The administration believes allowing younger workers to divert some of their payroll taxes into private investment accounts would ultimately provide a higher rate of return than if all the money stayed in the public system. The AARP considers the idea risky and expensive, given the vagaries of the stock market and the behavior of some investors.

John Rother, AARP's policy director, said at the breakfast that partial privatization of Social Security would risk a rerun of the nation's experience with 401(k) accounts, where a majority of people take money out prior to retirement.

Transition costs for partial privatization have been pegged at between $1 trillion and $2 trillion over 10 years, which opponents of personal accounts say is too big a burden given the skyrocketing budget deficit. Proponents of personal accounts liken the costs to refinancing a mortgage: big costs up front, in the name of financial benefits over the long run.

For AARP, the lessons of the prescription-drug episode are still fresh.

"One thing is that, as much research as we did among our members, there were still plenty of members who said, 'You didn't ask me,' " says CEO Novelli. "We are going to do a better job now of reaching out to them, of informing them, of having a dialogue with these members."

It is this "reaching out" that makes some Republicans uneasy. On "Meet the Press" on Sunday, Rep. Bill Thomas (R) of California, chairman of the House Ways and Means Committee, accused the AARP of spending tens of millions of dollars "to simply scare people."

Novelli would not put a dollar amount on what AARP will spend on outreach to its members and the public in general, but he denied that the goal is to scare people. "In fact," he added, "we are going to be reaching out more and more to younger people, people under the age of 50 ... and essentially educating them on the Social Security issue as well."

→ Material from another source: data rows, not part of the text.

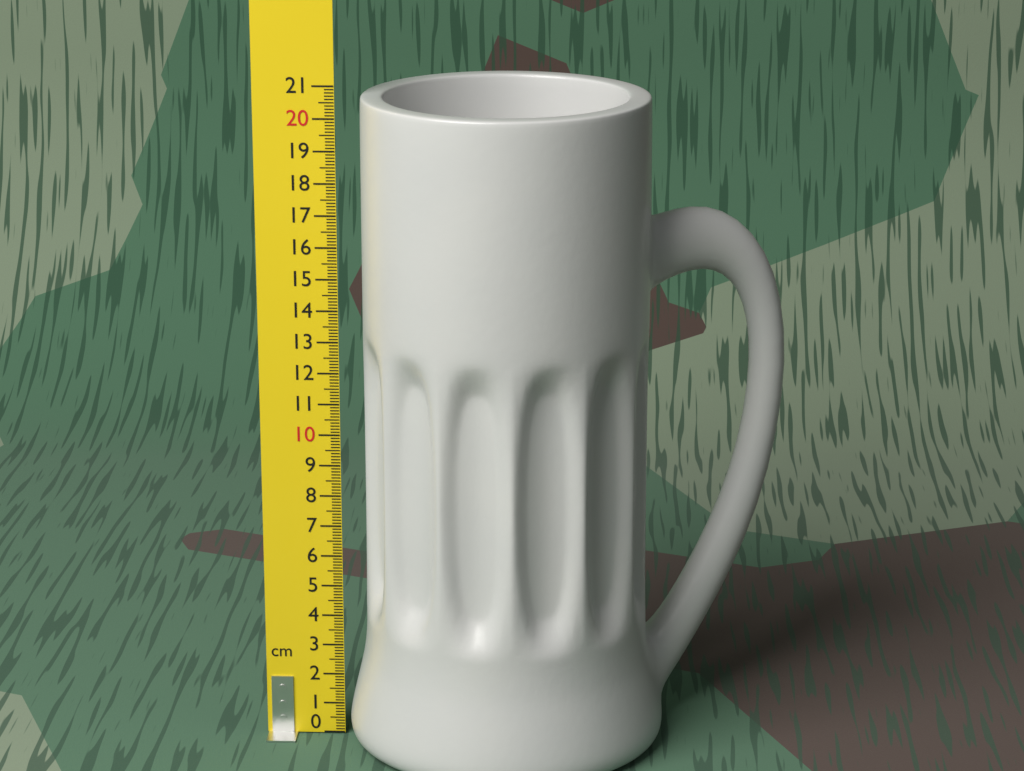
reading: 20.7 cm
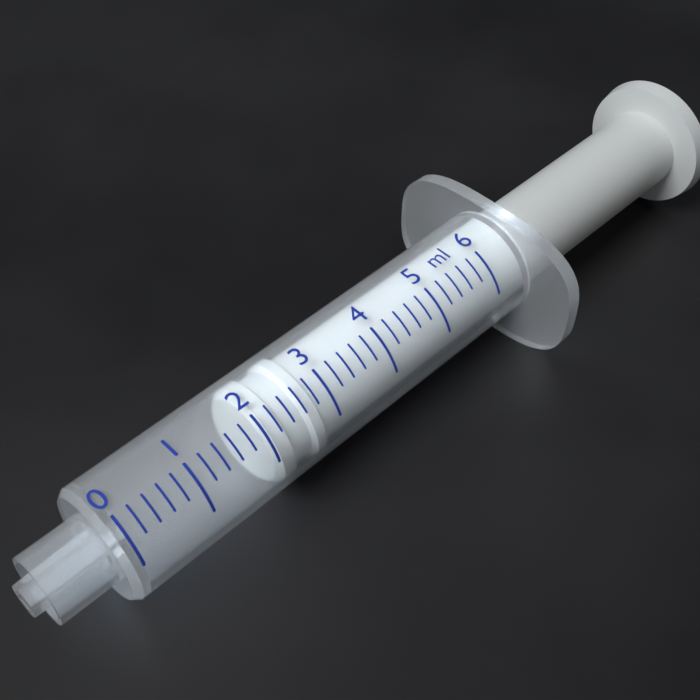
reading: 2.0 ml
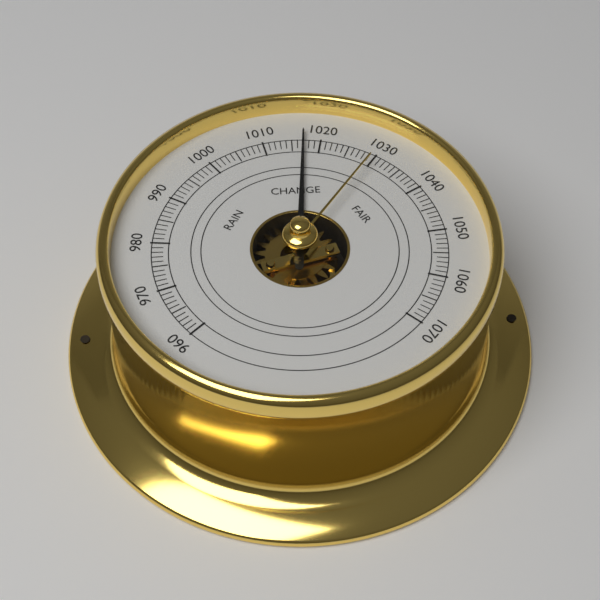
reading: 1017 (no unit)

The AARP released a poll Monday of 1,500 adults age 30 and over, finding that if given a choice, 3 in 5 would strengthen Social Security with as little change as possible. Mr. Bush, the GOP, and outside groups, for their part, are already reaching out to the public to support the Bush agenda through the 2005 version of what came to be known during the Clinton years as the "permanent campaign." Bush himself is expected to lobby Congress and make speeches around the country, while outside groups purchase TV ads and the party mobilizes grass-roots support via e-mail and other forms of personal contact.

David T. Cook contributed to this report.